The Familiar Dark(11)



“What?” my mama demanded, drawing my attention back to her. “What else do you want me to say? I didn’t even know the girl. Every time I spotted you in town, you practically dragged her across the road to get away from me. You never would bring her around here.” Something flashed in her eyes, some emotion that didn’t quite match her words, but she looked away before I could catch hold of it.

“To all this?” I threw out an arm. “You’re damn right I didn’t.”

My mama tsked under her breath, held up her beer can, and shrugged when I shook my head. “Suit yourself,” she said.

“Whose truck is that?” I asked. “Boyfriend of the month?” I glanced at the bumper, where a Make America White Again sticker was plastered up against My Other Toy Has Tits. “Looks like you’ve picked a real winner.”

My mama’s eyes narrowed as she leaned forward, poked me hard in the thigh with her bony knuckle. “Better watch your mouth,” she said. “You ain’t so grown I can’t still beat your ass.”

Fear slithered through me; defiance, too. A kind of muscle memory taking over, transporting me back to childhood, where I’d spent half my time trying to dodge her fists and the other half daring her to hit me again. Five minutes back in her presence and already I felt dirtier, harder, than I had when I drove up. Somewhere in the near distance a dog barked, a harsh, ugly sound, like he was swallowing nails. Even without seeing him, I could picture a flea-bitten, half-starved pit bull chained up in a muddy yard. That was the thing about this part of the world: You didn’t have to actually see something to know exactly how it would play out.

“What did you come here for, anyway?” my mama asked. “You even gonna sit down?” She scooted over on the rickety plywood step. Her version of a peace offering. I hesitated and then lowered myself next to her. She smelled like old cigarettes and dirty hair.

“I was wondering where Jimmy Ray hangs out these days,” I said, eyes on my ragged nails and torn-up cuticles. Working in the diner always had played hell on my hands. Junie used to put lotion on them before I went to bed, lulling me to sleep with the scent of lavender.

“Why you asking?” My mama paused, ground out her cigarette on the step between us. Lit another one before she spoke again. “You think he had something to do with what happened?”

“Not really,” I said, praying it was the truth. I’d brought Jimmy Ray into our lives, led him right up to our doorstep. I wasn’t sure how I’d manage to keep on living if he’d been the one to hurt Junie. “But Sheriff Land asked about him. Got me thinking is all.”

“Sheriff Land.” She snorted. “Why you listening to anything he has to say? That man’s as worthless as tits on a nun.”

I smiled at that, held out my hand for a drag off her cigarette. She rolled her eyes, but handed it over.

“You know where Jimmy Ray lives,” she reminded me. “Why you asking me?”

“Yeah, but you know I can’t just roll up there. Not if I want my head to stay attached to my body.” Jimmy Ray’s house, tucked even farther into the holler than my mama’s, was more like a fortress. No one approached without an invitation. No one who wanted to keep breathing, at least. Truth was, I didn’t care much about breathing anymore. But I was the only one who could speak for Junie. I didn’t trust anyone else, not even Cal, to see this through, to follow this path to the dark place where it surely led.

My mama glanced at my hand. “Are you going to give that back or should I light another?”

“Light another,” I said, holding the half-smoked cigarette out of her reach. I hadn’t smoked a cigarette in more than a dozen years, and the nicotine rushed through me, leaving me light-headed.

She shook her head, lit up a fresh cigarette. “Jimmy Ray could be anywhere. But I hear he spends a lot of time at that titty bar down the way, on 50. You know the one?”

“Yeah,” I said. “I know it.” Grimy and dark and full of desperate women. Exactly the kind of place, and women, Jimmy Ray loved. I experimented with blowing a smoke ring, but netted only an amorphous cloud.

“What was she like?” my mama asked, her gaze fixed on the woods creeping up around the trailer as if the trees were anxious to reclaim the ground they’d lost. “Your girl?”

Her words pierced me, but for once I didn’t think she was trying to be cruel. I flicked the cigarette away, watched it smoke on the dirty gravel at our feet. A bird cawed nearby, and another answered in the distance. “She was smart,” I said. “So much smarter than the rest of us.”

“Huh, guess that wouldn’t be too hard.” My mama bumped her shoulder gently against mine.

“She was curious about everything. She loved animals, could sob for days over every stray dog I wouldn’t let her bring home. All the kids liked her, but she was picky about who she became friends with. Science was her favorite subject. She wanted to know how things worked. She wrote poetry. Kept it in a little notebook she carried around.” My words were coming too fast, slopping out of my mouth like water from a broken faucet. “Her hair was prettier than mine, thicker. She had the same freckles across her nose.” I ran my fingers over my face, surprised when they came away wet.

“She sounds like a special girl,” my mama said. “Like you raised her the way you thought best.”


■ PROBLEM STATEMENT
Please transcribe only the lines from the one holding "reveal human face bounding box." through the final line of the data, both included, with no pictures.

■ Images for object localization
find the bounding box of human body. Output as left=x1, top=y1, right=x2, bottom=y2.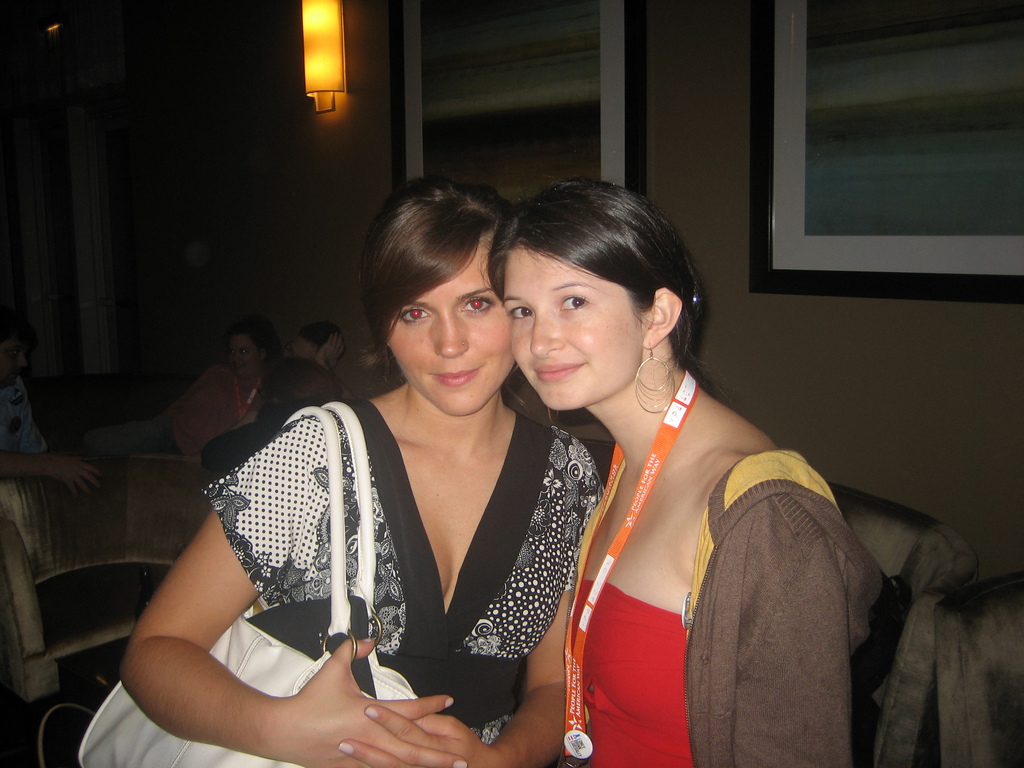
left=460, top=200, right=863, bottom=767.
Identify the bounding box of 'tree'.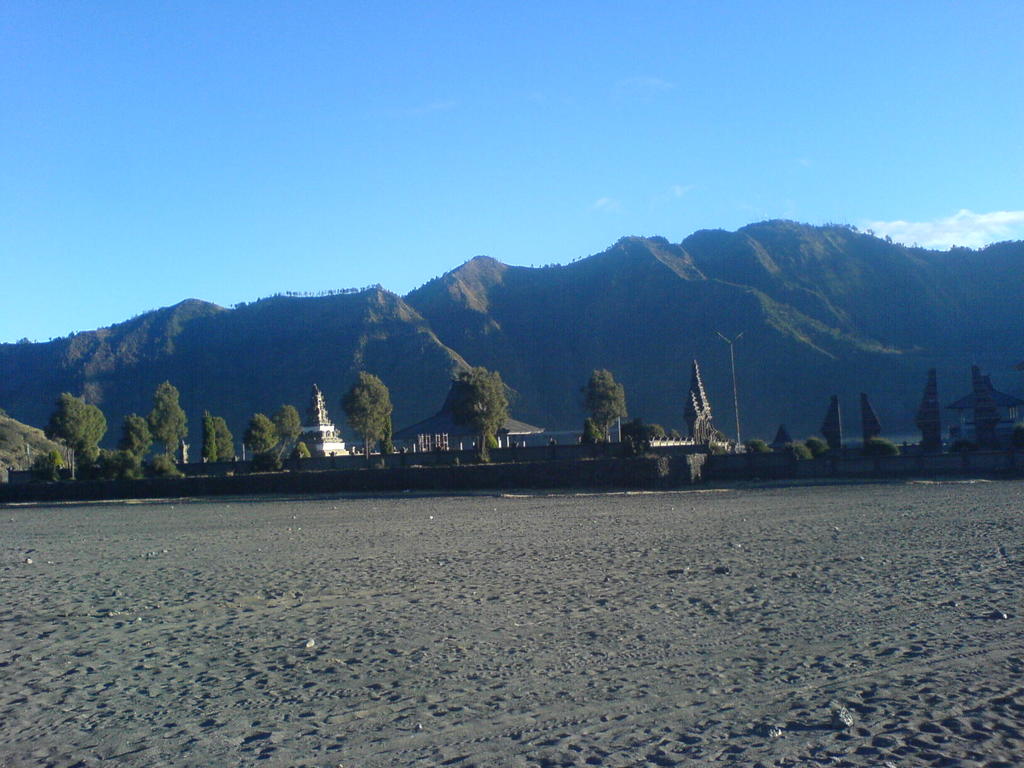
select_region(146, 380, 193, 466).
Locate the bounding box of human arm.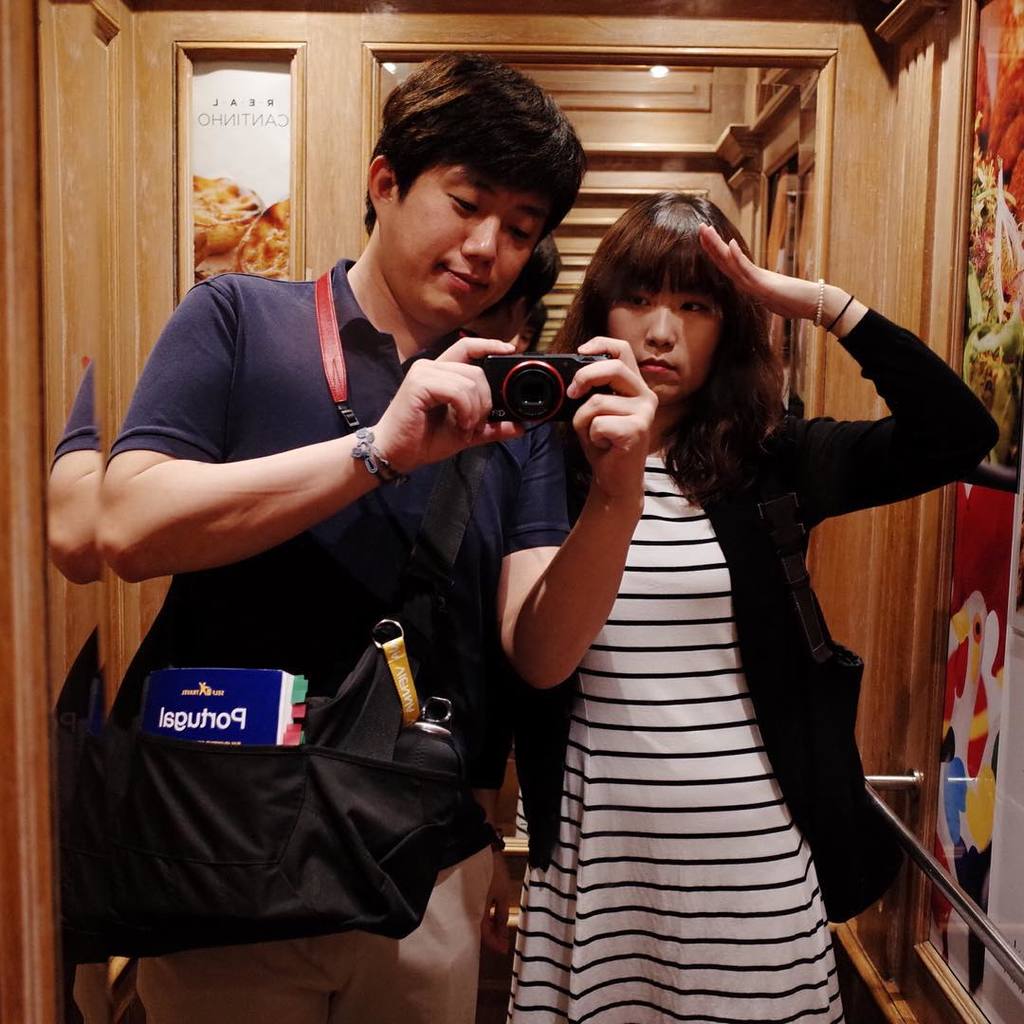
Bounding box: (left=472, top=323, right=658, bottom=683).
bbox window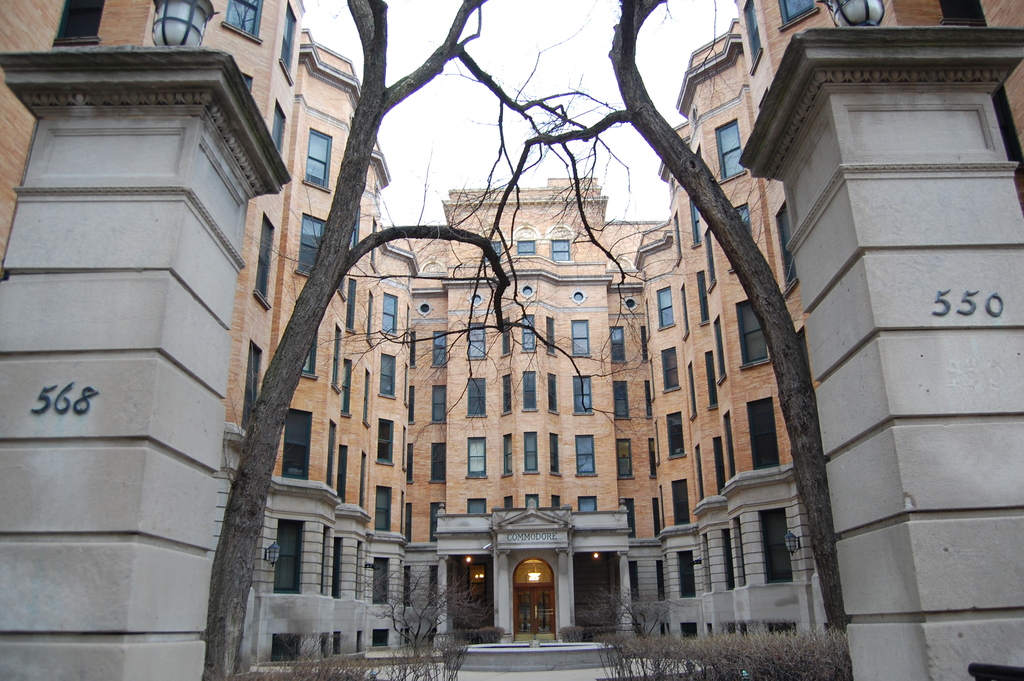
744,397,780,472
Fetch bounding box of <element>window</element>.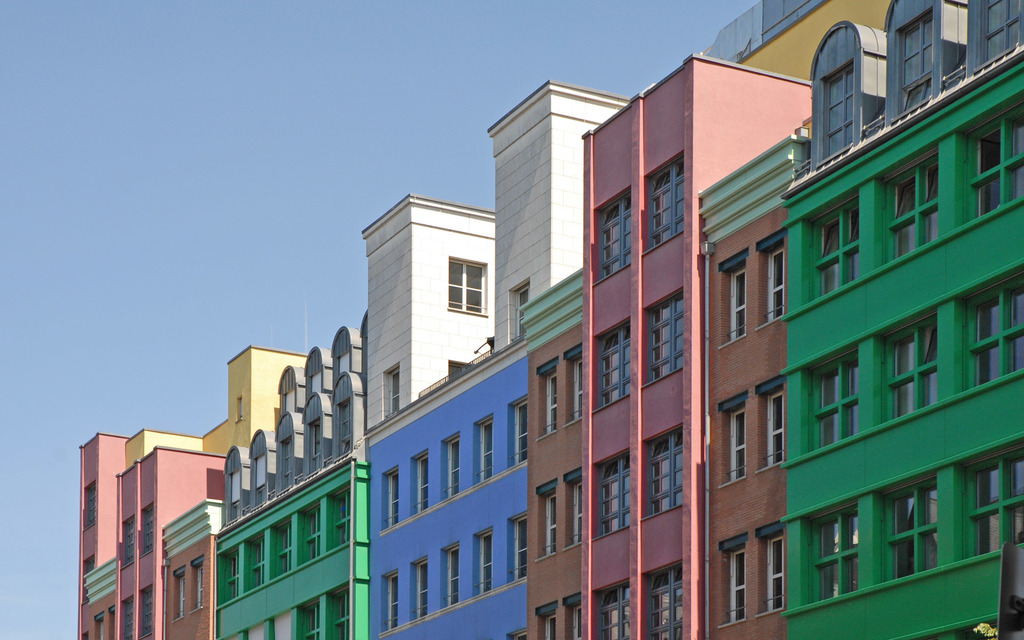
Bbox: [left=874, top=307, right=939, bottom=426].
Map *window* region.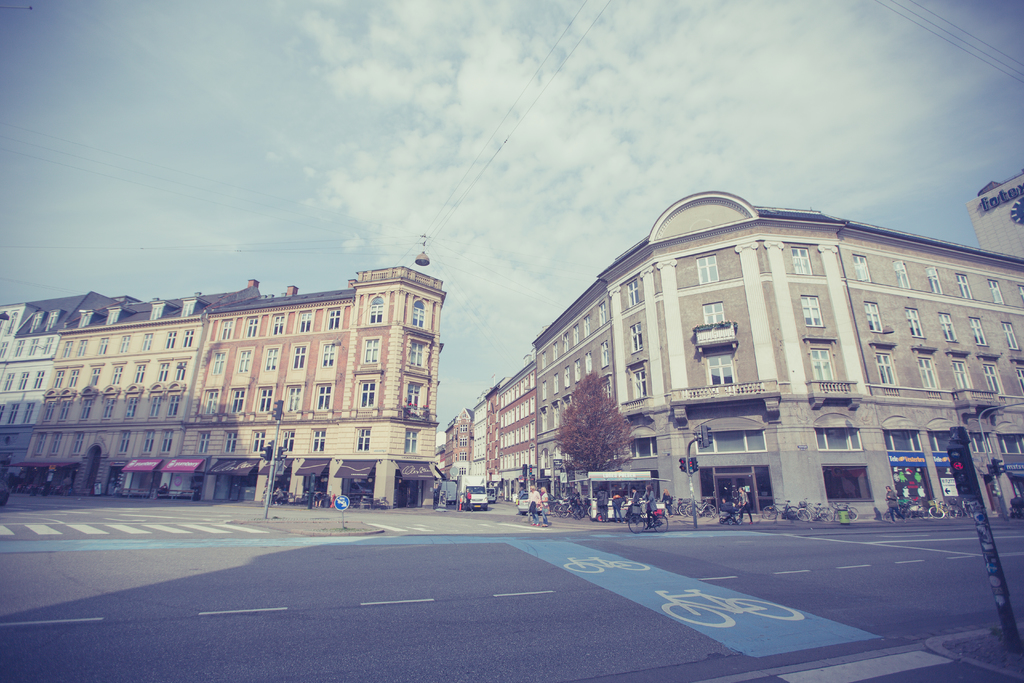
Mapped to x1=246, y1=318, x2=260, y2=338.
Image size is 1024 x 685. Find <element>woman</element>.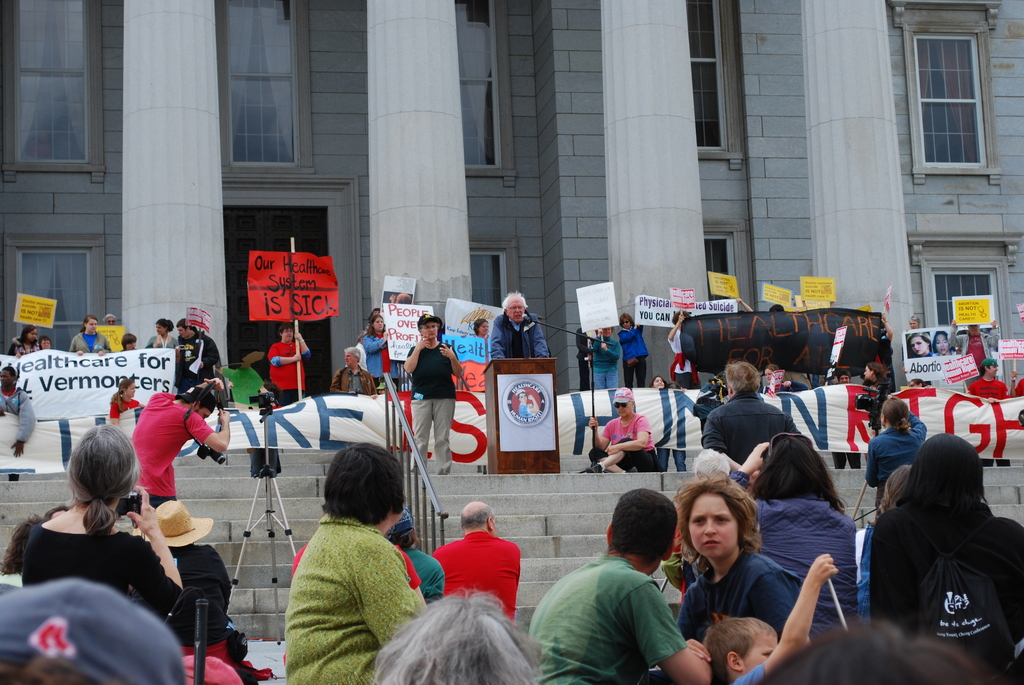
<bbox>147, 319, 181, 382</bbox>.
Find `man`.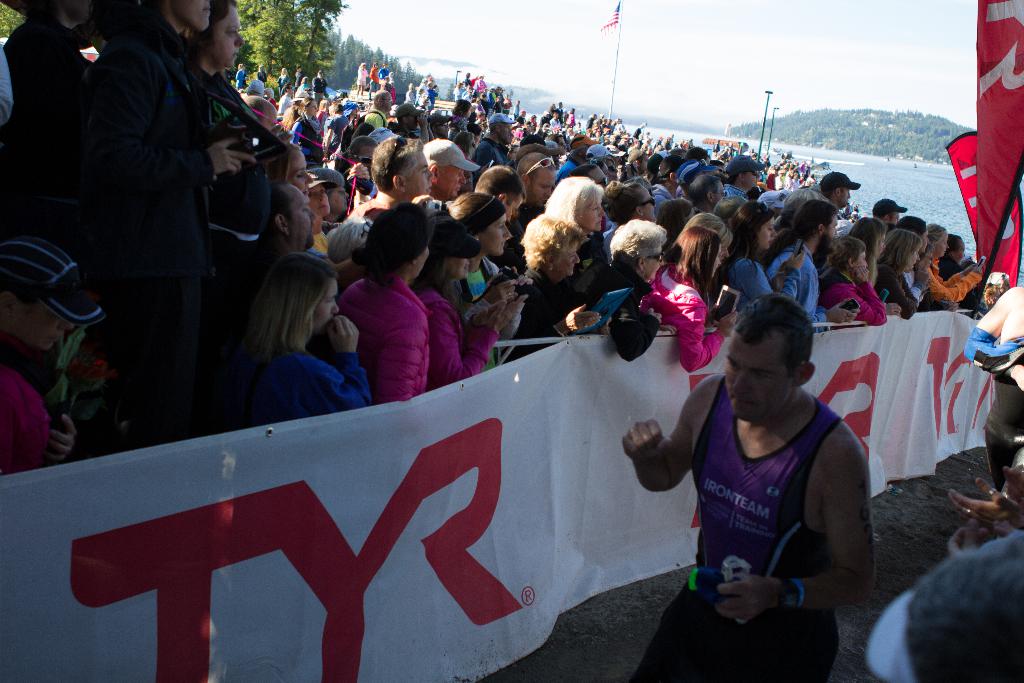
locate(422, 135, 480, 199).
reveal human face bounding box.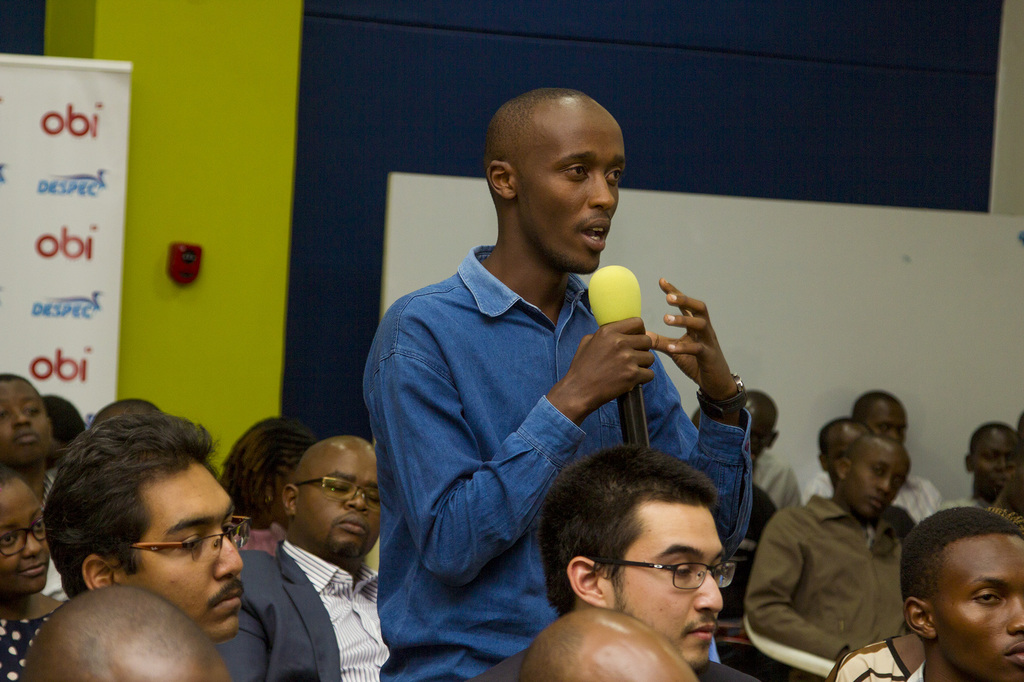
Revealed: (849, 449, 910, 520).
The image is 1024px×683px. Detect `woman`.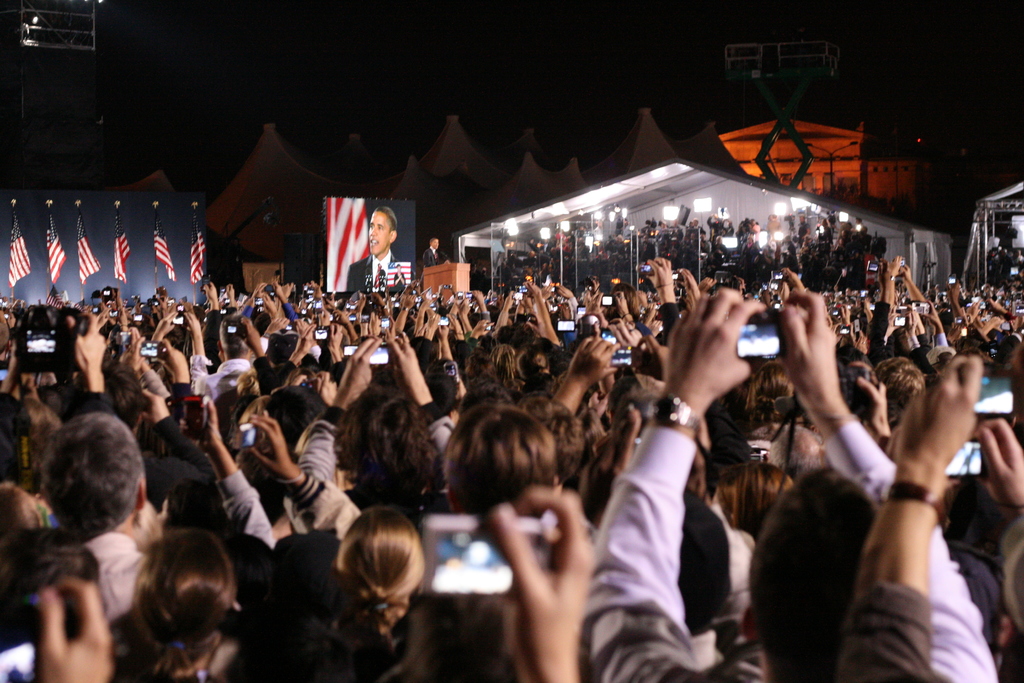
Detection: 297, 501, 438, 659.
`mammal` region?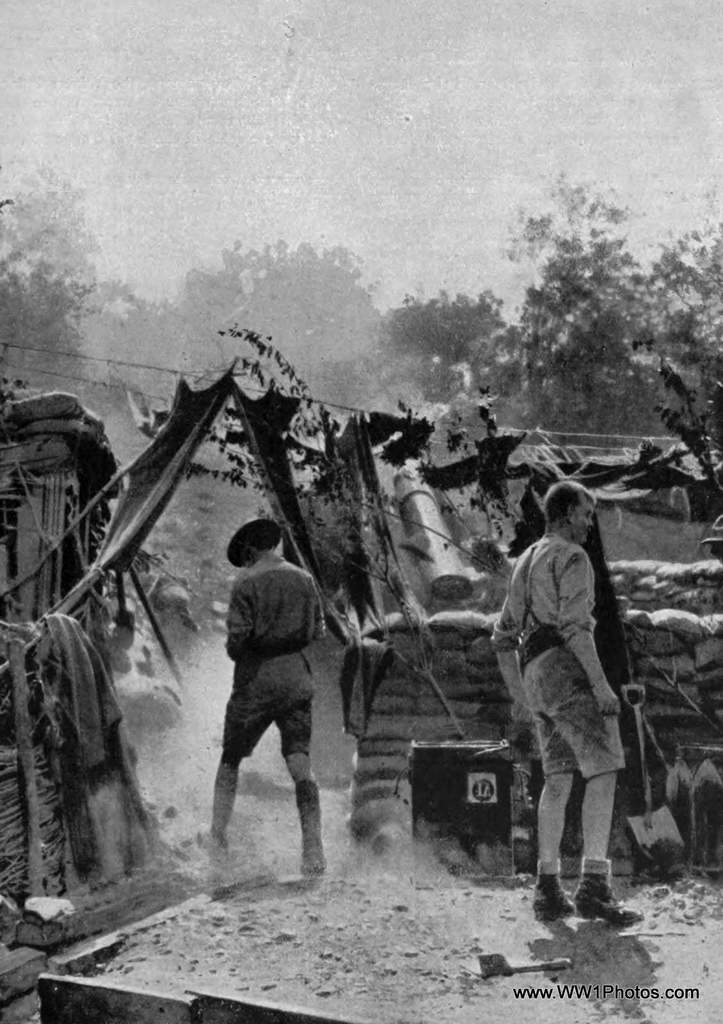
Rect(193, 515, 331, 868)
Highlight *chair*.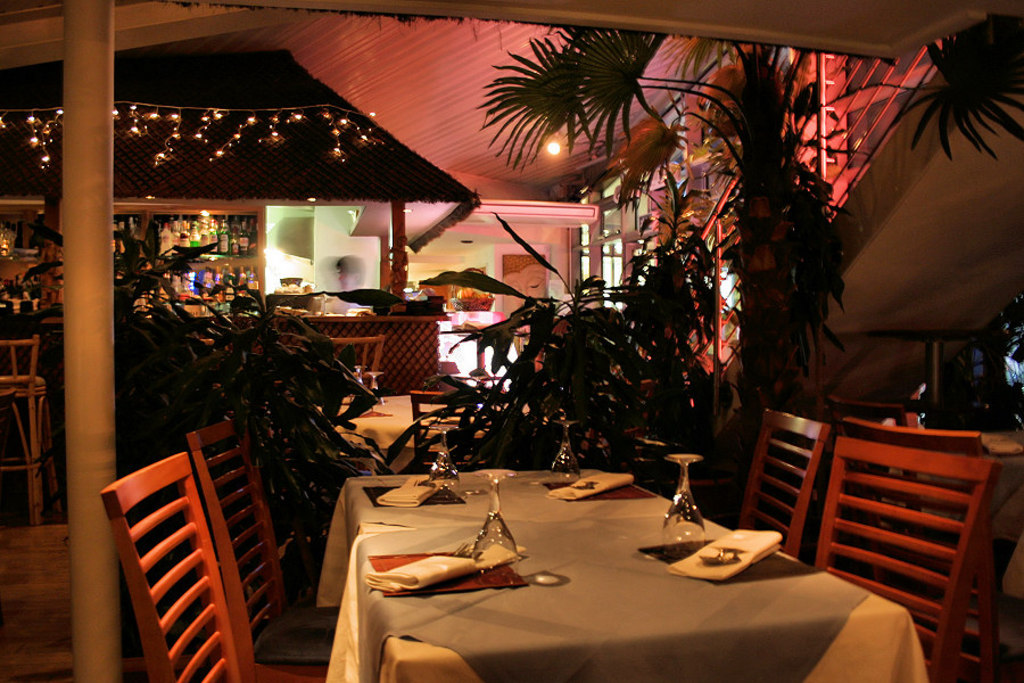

■ SOLUTION TO THIS PROBLEM
reveal human face bounding box.
Revealed: (849, 449, 910, 520).
The image is 1024px×683px. Detect `woman`.
Detection: 297, 501, 438, 659.
`mammal` region?
Rect(193, 515, 331, 868)
Highlight *chair*.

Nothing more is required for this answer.